Journalism

How a Knight-supported journalism cooperative is chronicling Detroit’s story

Above: The Rev. David Alexander Bullock leading a protest outside Dearborn police headquarters three days after a white Dearborn police officer shot and killed an unarmed black Detroiter he had chased across the border into Detroit. (Bridge photo by Bill McGraw via Detroit Journalism Collective)

The Intersection: A Project of the Detroit Journalism Cooperative 2016 on YouTube

Bill McGraw is a writer for Bridge Magazine, a former reporter, editor and columnist for the Detroit Free Press, and co-founder of Deadline Detroit.

In 2013, the Ford Foundation, Knight Foundation and the San Francisco-based Renaissance Journalism project proposed an experiment in Detroit: Could nine media outlets on four platforms using four languages collaborate on a venture to share content and enhance reporting on one of southeast Michigan’s biggest news events in memory—Detroit’s federal bankruptcy case.

Detroit was by far the nation’s largest city to file for Chapter 9 protection, and the case was complicated, fraught with peril and vitally important to the 4 million metro Detroiters who live in a region long split by racial and economic divisions.

The nonprofit media outlets represented a broad range of mainstream and ethnic news organizations: DPTV (Detroit public TV, WDET (Detroit public radio), Michigan Radio, Bridge Magazine, The Arab American News, Detroit Jewish News, Michigan Chronicle, Latino Press, and The Michigan Korean Weekly.

The organizations accepted the challenge, named themselves the Detroit Journalism Cooperative and launched a year-and-a-half-long series of reports to inform residents of developments from the federal courthouse, monitor the actions of the city’s emergency manager, give voice to the residents and pensioners who had the most to lose in the case, and chronicle the city’s bid to recover after bankruptcy. The cooperative also sponsored community-engagement activities to reach the area’s most diverse and disenfranchised residents.

The reporting was gathered on a website titled Next Chapter Detroit.

The bankruptcy case ended in December 2014, and the Detroit Journalism Cooperative followed up with in-depth reporting on a number of Detroit neighborhoods.

In early 2015, Knight Foundation challenged the partners to go deeper than incremental story collaboration and devise a narrative about Detroit that would become a touchstone Detroit Journalism Cooperative project.

The result, after months of planning, is The Intersection, a multimedia  examination of the issues today that were at the center of the civil disorder that shook Detroit in 1967, nearly five decades ago. The five-day riot, which many people call a rebellion, ended with 43 deaths, 1,189 injuries and 2,509 stores looted or burned; it was the most destructive of dozens of urban uprisings across the nation in 1967-1968.

The metaphorical intersection is the crossroads of many individual fates and social issues that continue to radiate from the corner of 12th Street and Clairmount Avenue in Detroit, the epicenter of the 1967 disturbance. In an era of Black Lives Matter and national debate over the incarceration rates of African-American men, the subjects raised nearly 50 years ago have special resonance today.

Detroit Police Chief James Craig on Community Relations | Detroit Journalism Cooperative, on YouTube

Already in 2016, The Intersection has scrutinized the issues of political and civic power and the evolving relationship between police and ordinary residents; subsequent installments will address poverty, racial attitudes, schools, justice, housing and segregation. With each installment, we ask: Have conditions for the city’s mostly African-American residents gotten better, worse or stayed the same since 1967?

Along with the main subjects, the Detroit Journalism Cooperative partners are providing collateral coverage of such important topics as police brutality, the rise of Arab Americans at Detroit City Hall and the Kerner Commission, the 11-member panel appointed by President Lyndon Johnson to investigate the causes of the riots in Detroit and other cities, and to propose solutions. The cooperative is using the Kerner Commission’s final report as a baseline for examining the city’s progress in the decades since.

The partners’ work is shared, cross-promoted and integrated, and the Detroit region is benefitting from the unique approach of the Detroit Journalism Cooperative, which is entering its third year.

Over the next several months on Knight Blog, the partners will share insights from our experience as members of the cooperative—and our efforts to share the stories about our evolving city on multiple platforms. Our goal is to both enlighten and inspire, while engaging residents around the issues most relevant to the city’s recovery and restructuring.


Among the records below, how many lines contain the word "oestriol"? The answer is a single number.

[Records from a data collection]
↓↓↓
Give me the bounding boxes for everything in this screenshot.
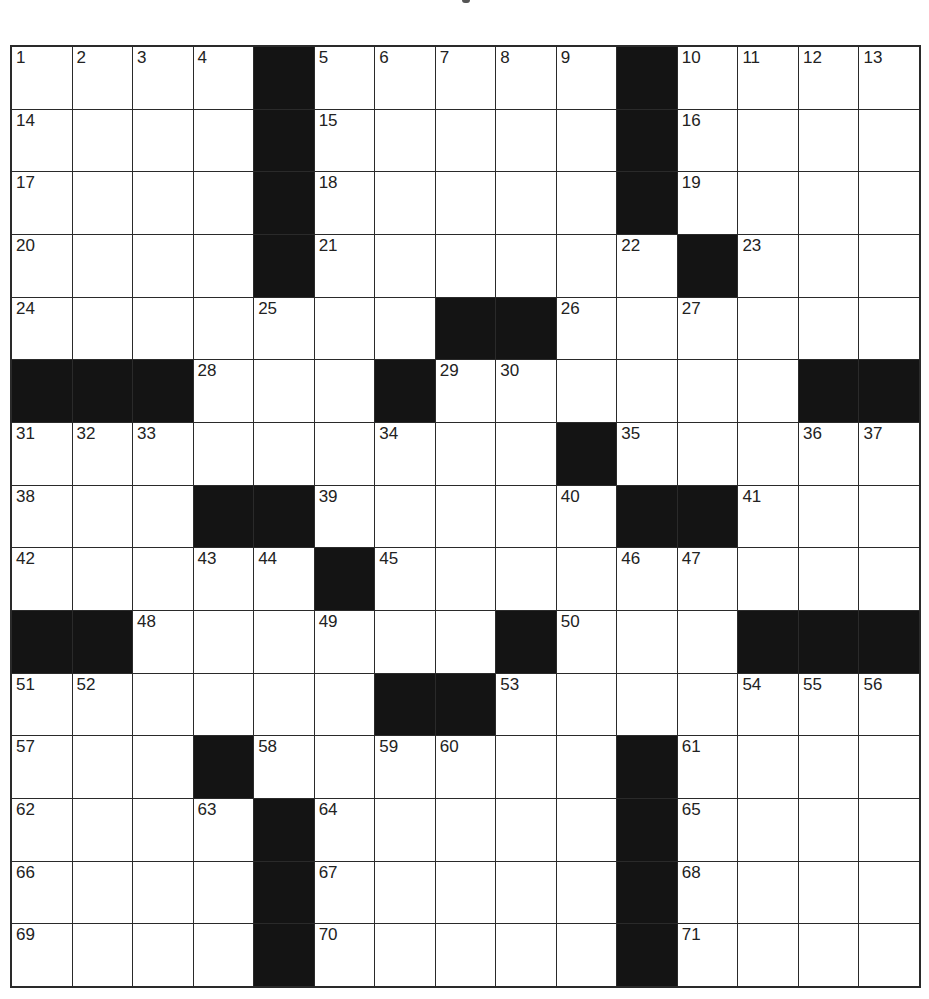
grid-cell[interactable]	[254, 423, 314, 485]
grid-cell[interactable]	[678, 360, 738, 422]
grid-cell[interactable]	[859, 862, 919, 924]
grid-cell[interactable]	[73, 736, 133, 798]
grid-cell[interactable]	[315, 423, 375, 485]
grid-cell[interactable]: 44	[254, 548, 314, 610]
grid-cell[interactable]: 31	[12, 423, 72, 485]
grid-cell[interactable]	[738, 736, 798, 798]
grid-cell[interactable]	[436, 110, 496, 172]
grid-cell[interactable]	[375, 235, 435, 297]
grid-cell[interactable]	[496, 235, 556, 297]
grid-cell[interactable]	[496, 110, 556, 172]
grid-cell[interactable]: 47	[678, 548, 738, 610]
grid-cell[interactable]	[436, 799, 496, 861]
grid-cell[interactable]	[799, 924, 859, 986]
grid-cell[interactable]	[375, 172, 435, 234]
grid-cell[interactable]	[496, 548, 556, 610]
grid-cell[interactable]	[73, 548, 133, 610]
grid-cell[interactable]: 20	[12, 235, 72, 297]
grid-cell[interactable]: 9	[557, 47, 617, 109]
grid-cell[interactable]	[799, 799, 859, 861]
grid-cell[interactable]	[73, 110, 133, 172]
grid-cell[interactable]: 27	[678, 298, 738, 360]
grid-cell[interactable]	[133, 235, 193, 297]
grid-cell[interactable]	[375, 298, 435, 360]
grid-cell[interactable]: 61	[678, 736, 738, 798]
grid-cell[interactable]: 16	[678, 110, 738, 172]
grid-cell[interactable]	[557, 924, 617, 986]
grid-cell[interactable]: 26	[557, 298, 617, 360]
grid-cell[interactable]: 34	[375, 423, 435, 485]
grid-cell[interactable]: 50	[557, 611, 617, 673]
grid-cell[interactable]	[194, 423, 254, 485]
grid-cell[interactable]	[73, 799, 133, 861]
grid-cell[interactable]	[617, 298, 677, 360]
grid-cell[interactable]: 41	[738, 486, 798, 548]
grid-cell[interactable]: 51	[12, 674, 72, 736]
grid-cell[interactable]	[133, 674, 193, 736]
grid-cell[interactable]	[315, 298, 375, 360]
grid-cell[interactable]	[133, 486, 193, 548]
grid-cell[interactable]: 49	[315, 611, 375, 673]
grid-cell[interactable]	[799, 235, 859, 297]
grid-cell[interactable]	[133, 548, 193, 610]
grid-cell[interactable]	[738, 548, 798, 610]
grid-cell[interactable]: 22	[617, 235, 677, 297]
grid-cell[interactable]: 25	[254, 298, 314, 360]
grid-cell[interactable]	[799, 172, 859, 234]
grid-cell[interactable]	[315, 360, 375, 422]
grid-cell[interactable]	[859, 486, 919, 548]
grid-cell[interactable]	[73, 298, 133, 360]
grid-cell[interactable]	[496, 423, 556, 485]
grid-cell[interactable]: 11	[738, 47, 798, 109]
grid-cell[interactable]	[496, 486, 556, 548]
grid-cell[interactable]: 3	[133, 47, 193, 109]
grid-cell[interactable]	[678, 611, 738, 673]
grid-cell[interactable]: 4	[194, 47, 254, 109]
grid-cell[interactable]: 68	[678, 862, 738, 924]
grid-cell[interactable]	[436, 235, 496, 297]
grid-cell[interactable]: 35	[617, 423, 677, 485]
grid-cell[interactable]	[738, 423, 798, 485]
grid-cell[interactable]	[254, 360, 314, 422]
grid-cell[interactable]	[738, 924, 798, 986]
grid-cell[interactable]	[738, 110, 798, 172]
grid-cell[interactable]: 7	[436, 47, 496, 109]
grid-cell[interactable]: 64	[315, 799, 375, 861]
grid-cell[interactable]	[738, 799, 798, 861]
grid-cell[interactable]: 13	[859, 47, 919, 109]
grid-cell[interactable]: 6	[375, 47, 435, 109]
grid-cell[interactable]	[859, 924, 919, 986]
grid-cell[interactable]: 28	[194, 360, 254, 422]
grid-cell[interactable]: 24	[12, 298, 72, 360]
grid-cell[interactable]: 56	[859, 674, 919, 736]
grid-cell[interactable]	[133, 172, 193, 234]
grid-cell[interactable]	[557, 548, 617, 610]
grid-cell[interactable]: 52	[73, 674, 133, 736]
grid-cell[interactable]: 18	[315, 172, 375, 234]
grid-cell[interactable]	[73, 172, 133, 234]
grid-cell[interactable]: 32	[73, 423, 133, 485]
grid-cell[interactable]: 29	[436, 360, 496, 422]
grid-cell[interactable]	[73, 924, 133, 986]
grid-cell[interactable]: 67	[315, 862, 375, 924]
grid-cell[interactable]: 12	[799, 47, 859, 109]
grid-cell[interactable]	[617, 674, 677, 736]
grid-cell[interactable]	[375, 486, 435, 548]
grid-cell[interactable]	[678, 423, 738, 485]
grid-cell[interactable]	[557, 674, 617, 736]
grid-cell[interactable]: 55	[799, 674, 859, 736]
grid-cell[interactable]: 38	[12, 486, 72, 548]
grid-cell[interactable]	[375, 611, 435, 673]
grid-cell[interactable]: 37	[859, 423, 919, 485]
grid-cell[interactable]	[315, 674, 375, 736]
grid-cell[interactable]	[194, 924, 254, 986]
grid-cell[interactable]	[315, 736, 375, 798]
grid-cell[interactable]	[859, 548, 919, 610]
grid-cell[interactable]: 66	[12, 862, 72, 924]
grid-cell[interactable]	[799, 486, 859, 548]
grid-cell[interactable]: 10	[678, 47, 738, 109]
grid-cell[interactable]: 54	[738, 674, 798, 736]
grid-cell[interactable]: 23	[738, 235, 798, 297]
grid-cell[interactable]: 63	[194, 799, 254, 861]
grid-cell[interactable]	[557, 235, 617, 297]
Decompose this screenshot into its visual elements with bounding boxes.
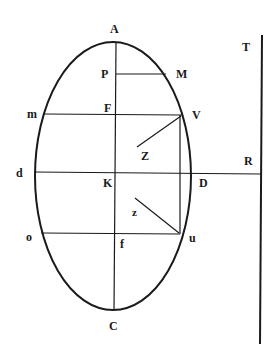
label-K: K — [103, 176, 113, 190]
directrix-TR — [260, 35, 262, 344]
line-zu — [135, 198, 179, 233]
ellipse-geometry-diagram: A P M T m F V Z R d K D z o f u C — [0, 0, 273, 358]
label-C: C — [109, 319, 118, 333]
label-d: d — [16, 166, 23, 180]
ellipse-curve — [35, 42, 191, 310]
label-V: V — [192, 108, 201, 122]
label-m: m — [27, 107, 37, 121]
label-Z: Z — [141, 149, 149, 163]
chord-mV — [44, 114, 182, 115]
label-P: P — [101, 67, 108, 81]
label-A: A — [110, 22, 119, 36]
label-M: M — [176, 67, 187, 81]
label-T: T — [242, 40, 250, 54]
label-f: f — [120, 237, 125, 251]
diameter-dR — [34, 172, 261, 174]
axis-AC — [114, 43, 116, 310]
chord-ou — [41, 233, 180, 234]
label-z: z — [132, 206, 137, 218]
line-VZ — [137, 116, 181, 147]
label-R: R — [244, 154, 253, 168]
label-o: o — [26, 230, 32, 244]
label-u: u — [189, 231, 196, 245]
label-F: F — [104, 101, 111, 115]
label-D: D — [199, 176, 208, 190]
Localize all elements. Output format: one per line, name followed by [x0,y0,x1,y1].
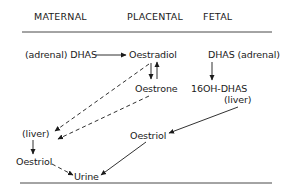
arrow-oestradiol-to-liver [55,64,149,131]
node-maternal-liver: (liver) [22,128,49,139]
node-oestradiol: Oestradiol [129,49,177,60]
node-oestrone: Oestrone [135,83,178,94]
arrow-oestriol-to-urine [52,164,73,175]
header-maternal: MATERNAL [34,11,87,22]
arrow-placental-oestriol-to-urine [101,142,146,175]
node-16oh-dhas: 16OH-DHAS [191,83,247,94]
header-placental: PLACENTAL [127,11,183,22]
node-fetal-liver: (liver) [224,94,251,105]
node-fetal-dhas: DHAS (adrenal) [208,49,280,60]
node-urine: Urine [74,171,99,182]
node-maternal-oestriol: Oestriol [16,156,52,167]
header-fetal: FETAL [203,11,232,22]
node-maternal-dhas: (adrenal) DHAS [25,49,97,60]
node-placental-oestriol: Oestriol [130,130,166,141]
arrow-fetal-liver-to-oestriol [169,107,238,133]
↑↑↑
OUTPUT: 5